By Jerusalem Post
Analysts in Iran criticize their country’s central bank for failing to bring hyperinflation under control.
Iranian economists and analysts continued to criticize the Central Bank of Iran on Sunday for poor reporting on the country’s skyrocketing inflation rate and for failing to stabilize its currency.
On Saturday, the central bank reported that the official inflation rate for the Iranian month of Shahrivar (August 22-September 21) was 24 percent, an increase of just half a percentage point over last month’s figure.
However, as political infighting between Iranian President Mahmoud Ahmadinejad and his conservative critics continues over who is to blame for Iran’s economic crisis, Iranian analysts have warned that real inflation figures could be as much as double the central bank rate.
Dr. Mehdi Taghavi, a leading economist from Iran’s Allameh Tabatabai University, said recently that Iran’s inflation rate is close to 50%, according to Iran’s Labor News Agency.
Taghavi said that Iran’s inflation is the highest in the Middle East, that its economy is shrinking and that the country’s currency, the rial, has lost over 80% of its value in the past several months.
However, Western economists have been far less conservative about their estimates of Iranian inflation.
Steve H. Hanke of Johns Hopkins University warned recently that Iran is suffering from hyperinflation as a result of sanctions. Using data from Iran’s foreign-exchange black market, Hanke estimated that Iran’s monthly inflation rate has reached 69.6%.
On Sunday, more influential Iranian economists and lawmakers criticized the central bank’s role in the economic crisis.
News site Khabar Online, which is close to Iran’s moderate conservatives and which has openly blamed the Iranian government for mismanaging the economy, published an interview with economist Ali Pakzad, who said the central bank had published erratic financial information over the past three years.

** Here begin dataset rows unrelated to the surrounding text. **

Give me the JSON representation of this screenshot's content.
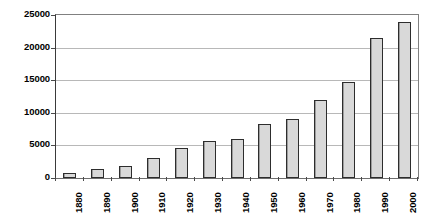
{
  "chart_data": {
    "type": "bar",
    "title": "",
    "xlabel": "",
    "ylabel": "",
    "categories": [
      "1880",
      "1890",
      "1900",
      "1910",
      "1920",
      "1930",
      "1940",
      "1950",
      "1960",
      "1970",
      "1980",
      "1990",
      "2000"
    ],
    "values": [
      800,
      1350,
      1850,
      3050,
      4600,
      5700,
      6050,
      8300,
      9050,
      11900,
      14700,
      21500,
      23900
    ],
    "ylim": [
      0,
      25000
    ],
    "y_ticks": [
      0,
      5000,
      10000,
      15000,
      20000,
      25000
    ],
    "y_tick_labels": [
      "0",
      "5000",
      "10000",
      "15000",
      "20000",
      "25000"
    ],
    "grid": true,
    "legend": false,
    "legend_position": "none",
    "orientation": "vertical",
    "x_label_rotation": -90,
    "bar_fill_color": "#D9D9D9",
    "bar_border_color": "#2D2D2D",
    "gridline_color": "#B8B8B8",
    "axis_color": "#3A3A3A",
    "background_color": "#FFFFFF"
  }
}
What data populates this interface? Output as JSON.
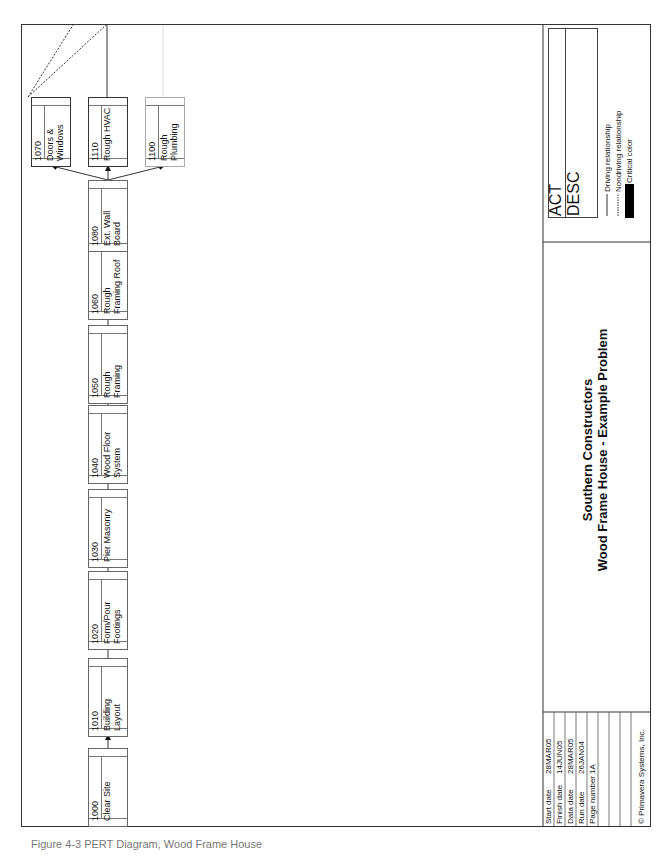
{
  "diagram": {
    "type": "precedence-network",
    "orientation": "rotated-landscape",
    "nodes": [
      {
        "id": "1000",
        "desc": "Clear Site"
      },
      {
        "id": "1010",
        "desc": "Building Layout"
      },
      {
        "id": "1020",
        "desc": "Form/Pour Footings"
      },
      {
        "id": "1030",
        "desc": "Pier Masonry"
      },
      {
        "id": "1040",
        "desc": "Wood Floor System"
      },
      {
        "id": "1050",
        "desc": "Rough Framing"
      },
      {
        "id": "1060",
        "desc": "Rough Framing Roof"
      },
      {
        "id": "1080",
        "desc": "Ext. Wall Board"
      },
      {
        "id": "1070",
        "desc": "Doors & Windows"
      },
      {
        "id": "1110",
        "desc": "Rough HVAC"
      },
      {
        "id": "1100",
        "desc": "Rough Plumbing"
      }
    ],
    "edges": [
      {
        "from": "1000",
        "to": "1010",
        "type": "driving"
      },
      {
        "from": "1010",
        "to": "1020",
        "type": "driving"
      },
      {
        "from": "1020",
        "to": "1030",
        "type": "driving"
      },
      {
        "from": "1030",
        "to": "1040",
        "type": "driving"
      },
      {
        "from": "1040",
        "to": "1050",
        "type": "driving"
      },
      {
        "from": "1050",
        "to": "1060",
        "type": "driving"
      },
      {
        "from": "1060",
        "to": "1080",
        "type": "driving"
      },
      {
        "from": "1080",
        "to": "1070",
        "type": "driving"
      },
      {
        "from": "1080",
        "to": "1110",
        "type": "driving"
      },
      {
        "from": "1080",
        "to": "1100",
        "type": "driving"
      }
    ]
  },
  "nodes_display": {
    "n1000": {
      "id": "1000",
      "line1": "Clear Site",
      "line2": ""
    },
    "n1010": {
      "id": "1010",
      "line1": "Building",
      "line2": "Layout"
    },
    "n1020": {
      "id": "1020",
      "line1": "Form/Pour",
      "line2": "Footings"
    },
    "n1030": {
      "id": "1030",
      "line1": "Pier Masonry",
      "line2": ""
    },
    "n1040": {
      "id": "1040",
      "line1": "Wood Floor",
      "line2": "System"
    },
    "n1050": {
      "id": "1050",
      "line1": "Rough",
      "line2": "Framing"
    },
    "n1060": {
      "id": "1060",
      "line1": "Rough",
      "line2": "Framing Roof"
    },
    "n1080": {
      "id": "1080",
      "line1": "Ext. Wall",
      "line2": "Board"
    },
    "n1070": {
      "id": "1070",
      "line1": "Doors &",
      "line2": "Windows"
    },
    "n1110": {
      "id": "1110",
      "line1": "Rough HVAC",
      "line2": ""
    },
    "n1100": {
      "id": "1100",
      "line1": "Rough",
      "line2": "Plumbing"
    }
  },
  "title_block": {
    "company": "Southern Constructors",
    "project": "Wood Frame House - Example Problem"
  },
  "legend": {
    "box_line1": "ACT",
    "box_line2": "DESC",
    "driving": "Driving relationship",
    "nondriving": "Nondriving relationship",
    "critical": "Critical color",
    "critical_color": "#000000"
  },
  "info": {
    "rows": [
      {
        "label": "Start date",
        "value": "28MAR05"
      },
      {
        "label": "Finish date",
        "value": "14JUN05"
      },
      {
        "label": "Data date",
        "value": "28MAR05"
      },
      {
        "label": "Run date",
        "value": "26JAN04"
      },
      {
        "label": "Page number",
        "value": "1A"
      }
    ],
    "copyright": "© Primavera Systems, Inc."
  },
  "caption": "Figure 4-3  PERT Diagram, Wood Frame House"
}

That information was at odds with other economic indicators and statistics published by the Statistics Center of Iran, the government’s statistics and census organization, Khabar Online cited Pakzad as saying.

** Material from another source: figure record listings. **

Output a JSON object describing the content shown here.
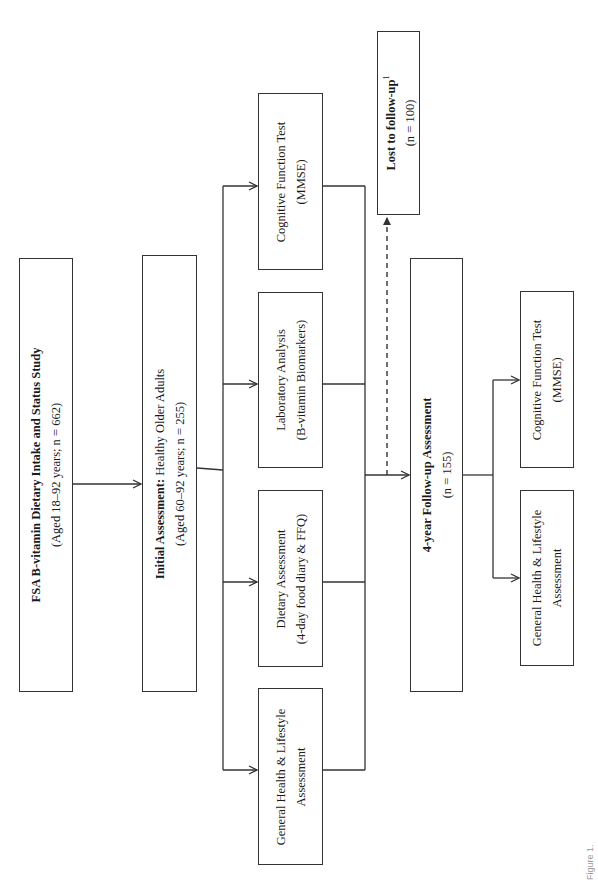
{
  "diagram": {
    "orientation": "rotated-90-ccw",
    "nodes": {
      "fsa_study": {
        "title_bold": "FSA B-vitamin Dietary Intake and Status Study",
        "subtitle": "(Aged 18–92 years; n = 662)"
      },
      "initial_assessment": {
        "title_bold": "Initial Assessment:",
        "title_rest": " Healthy Older Adults",
        "subtitle": "(Aged 60–92 years; n = 255)"
      },
      "baseline_measures": [
        {
          "line1": "Cognitive Function Test",
          "line2": "(MMSE)"
        },
        {
          "line1": "Laboratory Analysis",
          "line2": "(B-vitamin Biomarkers)"
        },
        {
          "line1": "Dietary Assessment",
          "line2": "(4-day food diary & FFQ)"
        },
        {
          "line1": "General Health & Lifestyle",
          "line2": "Assessment"
        }
      ],
      "lost_to_follow_up": {
        "title_bold": "Lost to follow-up",
        "superscript": "1",
        "subtitle": "(n = 100)"
      },
      "follow_up": {
        "title_bold": "4-year Follow-up Assessment",
        "subtitle": "(n = 155)"
      },
      "follow_up_measures": [
        {
          "line1": "Cognitive Function Test",
          "line2": "(MMSE)"
        },
        {
          "line1": "General Health & Lifestyle",
          "line2": "Assessment"
        }
      ]
    },
    "caption": "Figure 1."
  },
  "colors": {
    "stroke": "#333333",
    "text": "#1a1a1a",
    "background": "#ffffff"
  }
}
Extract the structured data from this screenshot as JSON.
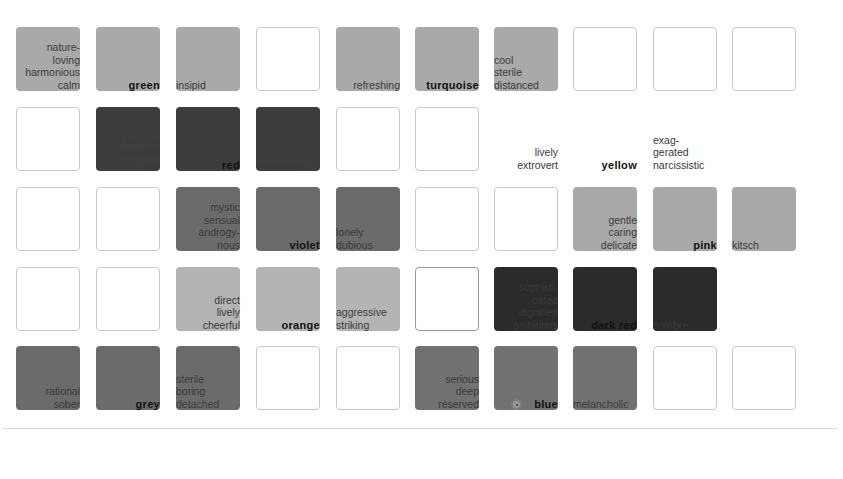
{
  "colors": {
    "light": "#a9a9a9",
    "light2": "#b4b4b4",
    "mid": "#6b6b6b",
    "mid2": "#717171",
    "dark": "#3d3d3d",
    "darkest": "#2b2b2b",
    "empty_border": "#c8c8c8"
  },
  "rows": [
    {
      "cells": [
        {
          "fill": "light",
          "label": {
            "lines": [
              "nature-",
              "loving",
              "harmonious",
              "calm"
            ],
            "align": "right",
            "bold": false
          }
        },
        {
          "fill": "light",
          "label": {
            "lines": [
              "green"
            ],
            "align": "right",
            "bold": true
          }
        },
        {
          "fill": "light",
          "label": {
            "lines": [
              "insipid"
            ],
            "align": "left",
            "bold": false
          }
        },
        {
          "fill": "empty"
        },
        {
          "fill": "light",
          "label": {
            "lines": [
              "refreshing"
            ],
            "align": "right",
            "bold": false
          }
        },
        {
          "fill": "light",
          "label": {
            "lines": [
              "turquoise"
            ],
            "align": "right",
            "bold": true
          }
        },
        {
          "fill": "light",
          "label": {
            "lines": [
              "cool",
              "sterile",
              "distanced"
            ],
            "align": "left",
            "bold": false
          }
        },
        {
          "fill": "empty"
        },
        {
          "fill": "empty"
        },
        {
          "fill": "empty"
        }
      ]
    },
    {
      "cells": [
        {
          "fill": "empty"
        },
        {
          "fill": "dark",
          "label": {
            "lines": [
              "forceful",
              "powerful",
              "vital"
            ],
            "align": "right",
            "bold": false
          }
        },
        {
          "fill": "dark",
          "label": {
            "lines": [
              "red"
            ],
            "align": "right",
            "bold": true
          }
        },
        {
          "fill": "dark",
          "label": {
            "lines": [
              "aggressive"
            ],
            "align": "left",
            "bold": false
          }
        },
        {
          "fill": "empty"
        },
        {
          "fill": "empty"
        },
        {
          "fill": "none",
          "label": {
            "lines": [
              "lively",
              "extrovert"
            ],
            "align": "right",
            "bold": false
          }
        },
        {
          "fill": "none",
          "label": {
            "lines": [
              "yellow"
            ],
            "align": "right",
            "bold": true
          }
        },
        {
          "fill": "none",
          "label": {
            "lines": [
              "exag-",
              "gerated",
              "narcissistic"
            ],
            "align": "left",
            "bold": false
          }
        },
        {
          "fill": "none"
        }
      ]
    },
    {
      "cells": [
        {
          "fill": "empty"
        },
        {
          "fill": "empty"
        },
        {
          "fill": "mid",
          "label": {
            "lines": [
              "mystic",
              "sensual",
              "androgy-",
              "nous"
            ],
            "align": "right",
            "bold": false
          }
        },
        {
          "fill": "mid",
          "label": {
            "lines": [
              "violet"
            ],
            "align": "right",
            "bold": true
          }
        },
        {
          "fill": "mid",
          "label": {
            "lines": [
              "lonely",
              "dubious"
            ],
            "align": "left",
            "bold": false
          }
        },
        {
          "fill": "empty"
        },
        {
          "fill": "empty"
        },
        {
          "fill": "light",
          "label": {
            "lines": [
              "gentle",
              "caring",
              "delicate"
            ],
            "align": "right",
            "bold": false
          }
        },
        {
          "fill": "light",
          "label": {
            "lines": [
              "pink"
            ],
            "align": "right",
            "bold": true
          }
        },
        {
          "fill": "light",
          "label": {
            "lines": [
              "kitsch"
            ],
            "align": "left",
            "bold": false
          }
        }
      ]
    },
    {
      "cells": [
        {
          "fill": "empty"
        },
        {
          "fill": "empty"
        },
        {
          "fill": "light2",
          "label": {
            "lines": [
              "direct",
              "lively",
              "cheerful"
            ],
            "align": "right",
            "bold": false
          }
        },
        {
          "fill": "light2",
          "label": {
            "lines": [
              "orange"
            ],
            "align": "right",
            "bold": true
          }
        },
        {
          "fill": "light2",
          "label": {
            "lines": [
              "aggressive",
              "striking"
            ],
            "align": "left",
            "bold": false
          }
        },
        {
          "fill": "empty-dk"
        },
        {
          "fill": "darkest",
          "label": {
            "lines": [
              "sophisti-",
              "cated",
              "dignified",
              "ambitious"
            ],
            "align": "right",
            "bold": false
          }
        },
        {
          "fill": "darkest",
          "label": {
            "lines": [
              "dark red"
            ],
            "align": "right",
            "bold": true
          }
        },
        {
          "fill": "darkest",
          "label": {
            "lines": [
              "sombre"
            ],
            "align": "left",
            "bold": false
          }
        },
        {
          "fill": "none"
        }
      ]
    },
    {
      "cells": [
        {
          "fill": "mid",
          "label": {
            "lines": [
              "rational",
              "sober"
            ],
            "align": "right",
            "bold": false
          }
        },
        {
          "fill": "mid",
          "label": {
            "lines": [
              "grey"
            ],
            "align": "right",
            "bold": true
          }
        },
        {
          "fill": "mid",
          "label": {
            "lines": [
              "sterile",
              "boring",
              "detached"
            ],
            "align": "left",
            "bold": false
          }
        },
        {
          "fill": "empty"
        },
        {
          "fill": "empty"
        },
        {
          "fill": "mid2",
          "label": {
            "lines": [
              "serious",
              "deep",
              "reserved"
            ],
            "align": "right",
            "bold": false
          }
        },
        {
          "fill": "mid2",
          "label": {
            "lines": [
              "blue"
            ],
            "align": "right",
            "bold": true
          },
          "marker": "radio-dot"
        },
        {
          "fill": "mid2",
          "label": {
            "lines": [
              "melancholic"
            ],
            "align": "left",
            "bold": false
          }
        },
        {
          "fill": "empty"
        },
        {
          "fill": "empty"
        }
      ]
    }
  ]
}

Pakzad’s remarks come after the head of the Statistics Center, Adel Azar, said in August that his organization disagreed with the central bank over how it calculated the inflation rate and said the center would send its inflation reports to officials confidentially until the end of the current Iranian year.

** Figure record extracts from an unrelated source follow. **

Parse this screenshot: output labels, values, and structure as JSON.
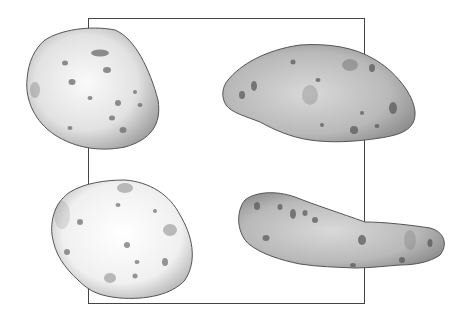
{
  "image": {
    "description": "Pencil illustration of four potatoes arranged around a rectangular frame",
    "style": "graphite pencil drawing, grayscale",
    "frame": {
      "left": 88,
      "top": 18,
      "right": 365,
      "bottom": 304,
      "color": "#444444"
    },
    "objects": [
      {
        "name": "potato-top-left",
        "shape": "round lumpy",
        "tone": "light with dark eyes"
      },
      {
        "name": "potato-top-right",
        "shape": "elongated oval",
        "tone": "mid-gray with dark eyes"
      },
      {
        "name": "potato-bottom-left",
        "shape": "round lumpy",
        "tone": "very light with dark eyes"
      },
      {
        "name": "potato-bottom-right",
        "shape": "long fingerling",
        "tone": "mid-gray with dark eyes"
      }
    ]
  }
}
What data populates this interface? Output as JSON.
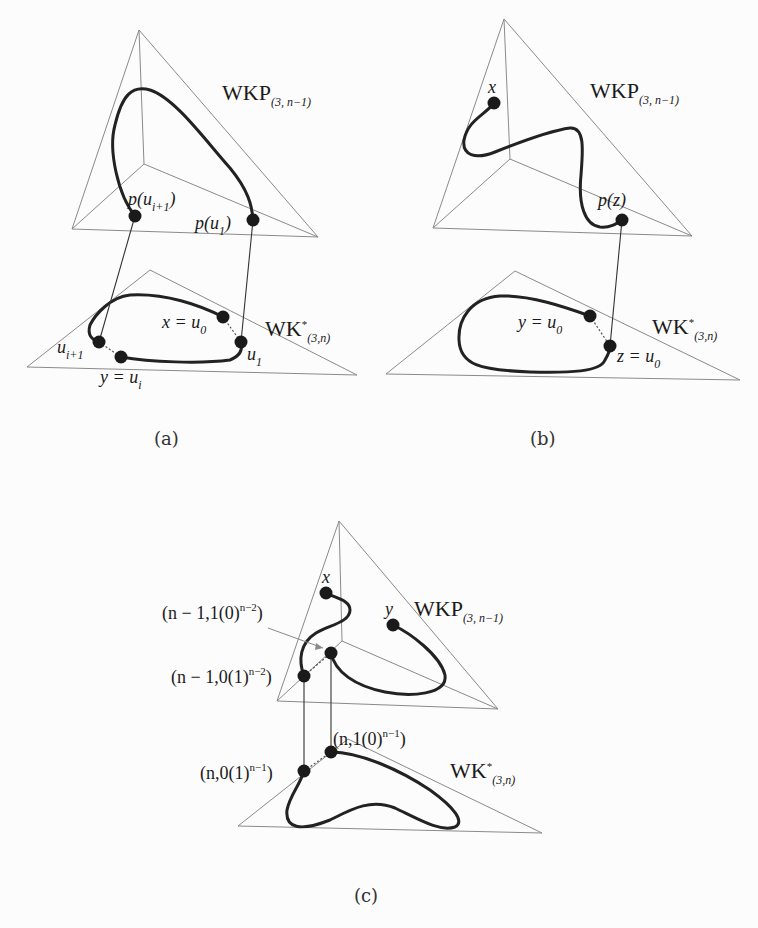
{
  "figure": {
    "panels": [
      {
        "id": "a",
        "caption": "(a)",
        "upper_label": {
          "base": "WKP",
          "sub": "(3, n−1)"
        },
        "lower_label": {
          "base": "WK",
          "sup": "*",
          "sub": "(3,n)"
        },
        "points": {
          "p_ui1": {
            "text": "p(u",
            "sub": "i+1",
            "close": ")"
          },
          "p_u1": {
            "text": "p(u",
            "sub": "1",
            "close": ")"
          },
          "x_u0": {
            "text": "x = u",
            "sub": "0"
          },
          "u1": {
            "text": "u",
            "sub": "1"
          },
          "ui1": {
            "text": "u",
            "sub": "i+1"
          },
          "y_ui": {
            "text": "y = u",
            "sub": "i"
          }
        }
      },
      {
        "id": "b",
        "caption": "(b)",
        "upper_label": {
          "base": "WKP",
          "sub": "(3, n−1)"
        },
        "lower_label": {
          "base": "WK",
          "sup": "*",
          "sub": "(3,n)"
        },
        "points": {
          "x": {
            "text": "x"
          },
          "pz": {
            "text": "p(z)"
          },
          "y_u0": {
            "text": "y = u",
            "sub": "0"
          },
          "z_u0": {
            "text": "z = u",
            "sub": "0"
          }
        }
      },
      {
        "id": "c",
        "caption": "(c)",
        "upper_label": {
          "base": "WKP",
          "sub": "(3, n−1)"
        },
        "lower_label": {
          "base": "WK",
          "sup": "*",
          "sub": "(3,n)"
        },
        "points": {
          "x": {
            "text": "x"
          },
          "y": {
            "text": "y"
          },
          "n1_10": {
            "pre": "(n − 1,1(0)",
            "sup": "n−2",
            "post": ")"
          },
          "n1_01": {
            "pre": "(n − 1,0(1)",
            "sup": "n−2",
            "post": ")"
          },
          "n_10": {
            "pre": "(n,1(0)",
            "sup": "n−1",
            "post": ")"
          },
          "n_01": {
            "pre": "(n,0(1)",
            "sup": "n−1",
            "post": ")"
          }
        }
      }
    ]
  }
}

Also on Sunday, Mohammadreza Pour-Ebrahimi, the deputy head of Iran’s parliamentary Economic Commission, accused the central bank of failing to maintain a stable currency.
Pour-Ebrahimi told Fars News, which is affiliated with Iran’s Revolutionary Guard Corps, that bank officials must stabilize the foreign exchange market, and that two of the major factors in Iran’s economic crisis were the lack of working capital and an unstable currency.
Last week, Pour-Ebrahimi accused the central bank of turning a blind eye to the large number of Iranians exchanging their savings into foreign currencies over the past few months.